12 TOK CONCEPTS
The TOK Subject Guide specifies a dozen Concepts that “have particular prominence within, and thread throughout” the course. They are recurring themes in recent May and November prescribed essay titles and in the 35 Exhibition prompts.
1. EVIDENCE
Belief without evidence
2. CERTAINTY
Proof
This Statement is False
Platonists and formalists
3. TRUTH
Coherence, correspondence and pragmatic theories of truth
Post-truth
4. INTERPRETATION
Interpretation—what’s happening?
Who do you think you are?
Active sense perception
Imagination with constraints
Language games
Squidgy, pinkish, buttery gloop
5. POWER
Power and truth
Epistemic justice
6. JUSTIFICATION
Justified true belief
Induction and deduction
7. EXPLANATION
Good and bad explanations
8. OBJECTIVITY
Is there a scientific method?
Imagination with constraints
9. PERSPECTIVE
The map is not the territory
Allegory of the cave
What is it like to be a bat?
Parable of the blind men and the elephant
Figs viewed from multiple perspectives
10. CULTURE
Exorcising cultural relativism
Communities of knowledge
Memes and selection
The Human Sciences
11. VALUES
Apprenticeship in ethics
Ethics vs. morality
The Seven Deadly Sins
Why ethics is like math and not like math?
Deontological demystified
12. RESPONSIBILITIES
Democracy and informed citizenship
Promethean dreams
Existential threat
Banner image: Student choir performing in Tiananmen Square for the 100th anniversary of the Communist Party, July 1 2020. Kevin Frayer—Getty Images.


▶ [AIM OF THE TASK]:
For every entry that follows, return the words exactly and omit any picture.

─── EXTRACTED INFORMATION ───

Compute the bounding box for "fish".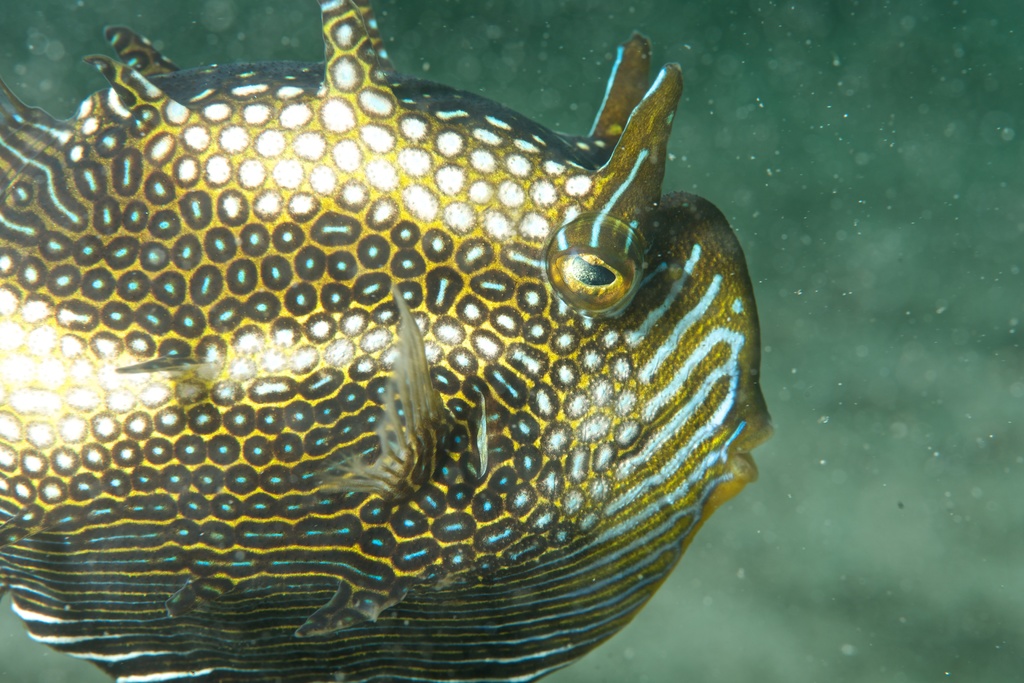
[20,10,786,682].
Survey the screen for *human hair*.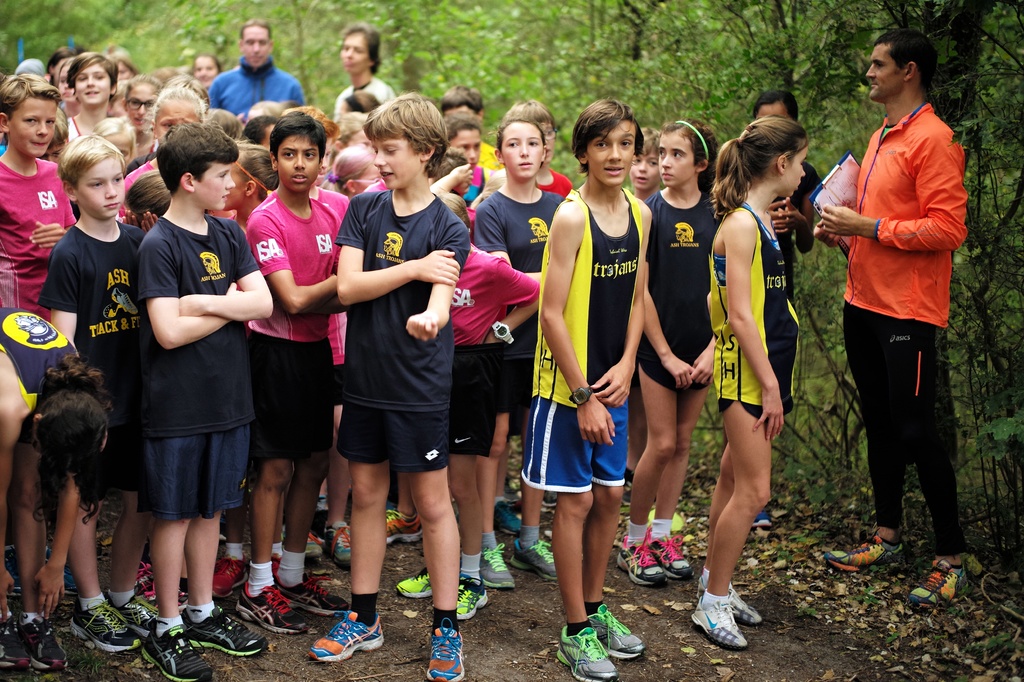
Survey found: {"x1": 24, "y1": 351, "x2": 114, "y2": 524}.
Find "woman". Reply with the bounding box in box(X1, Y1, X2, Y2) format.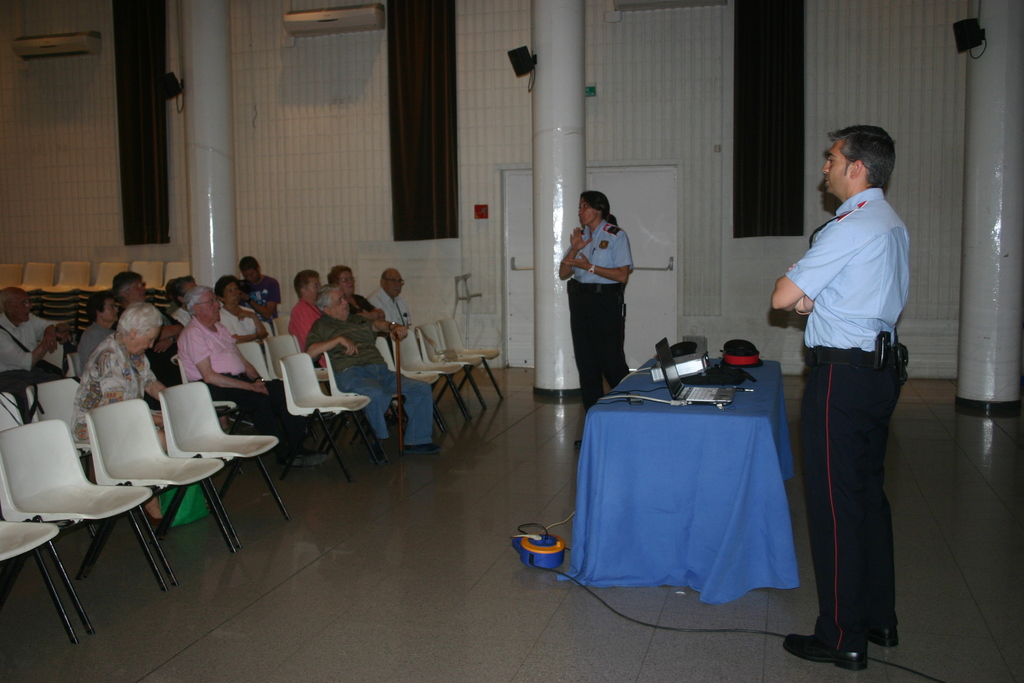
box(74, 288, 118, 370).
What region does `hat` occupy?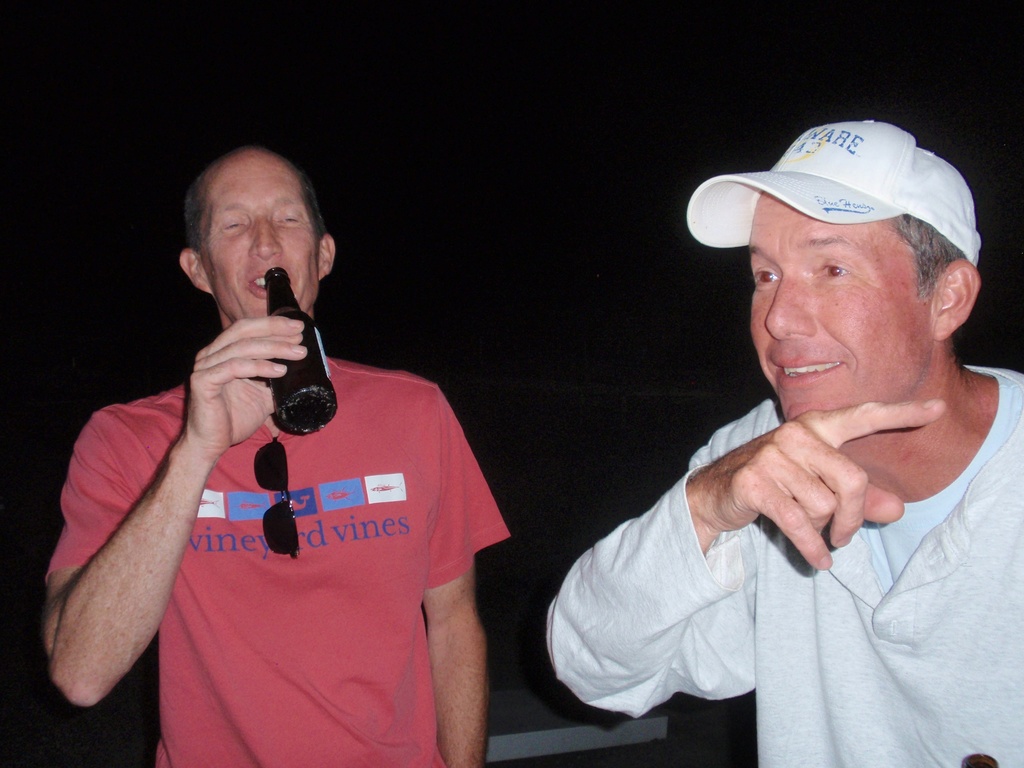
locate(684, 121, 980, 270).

───

▶ [YOUR RESPONSE]:
Compute the bounding box for "fish".
[20,10,786,682].
Survey the screen for *human hair*.
Survey found: {"x1": 24, "y1": 351, "x2": 114, "y2": 524}.
Find "woman". Reply with the bounding box in box(X1, Y1, X2, Y2) format.
box(74, 288, 118, 370).
What region does `hat` occupy?
locate(684, 121, 980, 270).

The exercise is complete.